The UCI History Project
UCI History Program - Bibliography (5th)

Reading list for 5th-grade United States History

1. Students describe the major pre-Columbian settlements, including the cliff dwellers and pueblo people of the desert Southwest, the American Indians of the Pacific Northwest , the nomadic nations of the Great Plains , and the woodland peoples east of the Mississippi River .

Ramon Gutierrez, When Jesus Came, the Corn Mothers Went Away

2. Students trace the routes of early explorers and describe the early explorations of the Americas .

William D. Phillips,Jr. and Carla Rahn Phillips, The Worlds of Christopher Columbus

3. Students describe the cooperation and conflict that existed among the American Indians and between the Indian nations and the new settlers.

Daniel Richter, Looking East from Indian Country

James Axtell, The Invasion Within

Richard White, The Middle Ground: Indians, Empires, and Republics in the Great Lakes Region, 1650-1815

4. Students understand the political, religious, social, and economic institutions that evolved in the colonial era.

Edmund Morgan, “Slavery and Freedom: The American Paradox,” in Forging the American Character, edited by John R.M. Wilson (Prentice Hall, 2000).

Patricia Bonomi, Under the Cope of Heaven: religion, society, and politics in Colonial America (New York: Oxford University Press, 1986).

Rhys Isaac, The Transformation of Virginia , 1740-1790 (Chapel Hill: University of North Carolina Press, 1982).

Paul Boyer and Stephen Nissenbaum, Salem Possessed: The Social Origins of Witchcraft

5. Students explain the causes of the American Revolution.

6. Students understand the course and consequences of the American Revolution.

Linda Kerber, “The Revolutionary Generation: Ideology, Politics, and Culture in the Early Republic ,” in The New American History, revised and expanded edition, edited by Eric Foner (Philadelphia: Temple University Press, 1997).

Gordon Wood, The Radicalism of the American Revolution (New York: Alfred A. Knopf, 1992).

7. Students describe the people and events associated with the development of the U.S. Constitution and analyze the Constitution's significance as the foundation of the American republic.

Gordon Wood, The Creation of the American Republic , 1776-1787.

8. Students trace the colonization, immigration, and settlement patterns of the American people from 1789 to the mid-1800s, with emphasis on the role of economic incentives, effects of the physical and political geography, and transportation systems.

William Cronon, Nature’s Metropolis: Chicago and the Great West

9. Students know the location of the current 50 states and the names of their capitals.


PROBLEM DETAILS:
Each line below should be repeated exactly, but no picture should be carried over.

DATA FOR REVIEW:
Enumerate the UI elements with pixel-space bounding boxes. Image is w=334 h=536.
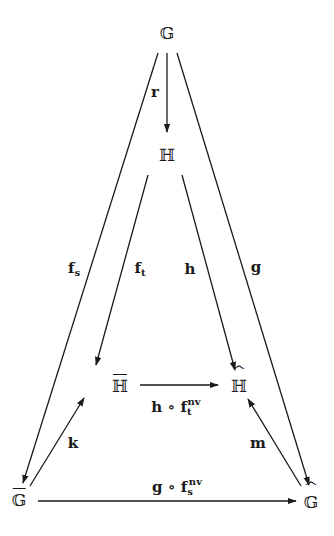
label-f-t-sub: t: [141, 267, 146, 278]
node-H-hat-symbol: ℍ: [231, 376, 247, 396]
label-r-base: r: [151, 83, 159, 101]
label-r: r: [151, 83, 159, 101]
label-k: k: [68, 434, 78, 452]
label-h-f-t-nv-sub: t: [187, 406, 192, 417]
label-g-f-s-nv-sup: nv: [189, 476, 202, 487]
label-k-base: k: [68, 434, 78, 452]
label-h-compose-f-t-nv: h ∘ ftnv: [151, 396, 200, 417]
label-m-base: m: [250, 434, 266, 452]
node-G-bar-symbol: 𝔾: [12, 490, 27, 510]
label-m: m: [250, 434, 266, 452]
label-g-base: g: [251, 258, 262, 276]
label-g-f-s-nv-sub: s: [187, 486, 193, 497]
node-H-symbol: ℍ: [159, 145, 175, 165]
label-g-f-s-nv-base: g ∘ f: [152, 478, 187, 496]
label-f-t: ft: [134, 259, 145, 278]
node-G-hat-symbol: 𝔾: [304, 492, 319, 512]
node-G: 𝔾: [160, 23, 175, 43]
arrow-layer: [0, 0, 334, 536]
node-G-symbol: 𝔾: [160, 23, 175, 43]
label-g: g: [251, 258, 262, 276]
node-H-hat: ℍ: [231, 376, 247, 396]
label-g-compose-f-s-nv: g ∘ fsnv: [152, 476, 202, 497]
node-H-bar-symbol: ℍ: [112, 376, 128, 396]
label-f-s-sub: s: [74, 267, 80, 278]
label-h: h: [185, 260, 196, 278]
label-h-base: h: [185, 260, 196, 278]
arrow-G-to-G_hat: [177, 53, 309, 485]
node-G-bar: 𝔾: [12, 490, 27, 510]
label-h-f-t-nv-base: h ∘ f: [151, 398, 187, 416]
node-H: ℍ: [159, 145, 175, 165]
node-G-hat: 𝔾: [304, 492, 319, 512]
node-H-bar: ℍ: [112, 376, 128, 396]
label-h-f-t-nv-sup: nv: [188, 396, 201, 407]
label-f-s: fs: [68, 259, 80, 278]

THE ANSWER:
Enumerate the UI elements with pixel-space bounding boxes. Image is w=334 h=536.
label-f-t-sub: t: [141, 267, 146, 278]
node-H-hat-symbol: ℍ: [231, 376, 247, 396]
label-r-base: r: [151, 83, 159, 101]
label-r: r: [151, 83, 159, 101]
label-k: k: [68, 434, 78, 452]
label-h-f-t-nv-sub: t: [187, 406, 192, 417]
label-g-f-s-nv-sup: nv: [189, 476, 202, 487]
label-k-base: k: [68, 434, 78, 452]
label-h-compose-f-t-nv: h ∘ ftnv: [151, 396, 200, 417]
label-m-base: m: [250, 434, 266, 452]
node-G-bar-symbol: 𝔾: [12, 490, 27, 510]
label-m: m: [250, 434, 266, 452]
label-g-base: g: [251, 258, 262, 276]
label-g-f-s-nv-sub: s: [187, 486, 193, 497]
node-H-symbol: ℍ: [159, 145, 175, 165]
label-g-f-s-nv-base: g ∘ f: [152, 478, 187, 496]
label-f-t: ft: [134, 259, 145, 278]
node-G-hat-symbol: 𝔾: [304, 492, 319, 512]
node-G: 𝔾: [160, 23, 175, 43]
arrow-layer: [0, 0, 334, 536]
node-G-symbol: 𝔾: [160, 23, 175, 43]
label-g: g: [251, 258, 262, 276]
node-H-hat: ℍ: [231, 376, 247, 396]
label-g-compose-f-s-nv: g ∘ fsnv: [152, 476, 202, 497]
node-H-bar-symbol: ℍ: [112, 376, 128, 396]
label-f-s-sub: s: [74, 267, 80, 278]
label-h: h: [185, 260, 196, 278]
label-h-base: h: [185, 260, 196, 278]
arrow-G-to-G_hat: [177, 53, 309, 485]
node-G-bar: 𝔾: [12, 490, 27, 510]
label-h-f-t-nv-base: h ∘ f: [151, 398, 187, 416]
node-H: ℍ: [159, 145, 175, 165]
node-G-hat: 𝔾: [304, 492, 319, 512]
node-H-bar: ℍ: [112, 376, 128, 396]
label-h-f-t-nv-sup: nv: [188, 396, 201, 407]
label-f-s: fs: [68, 259, 80, 278]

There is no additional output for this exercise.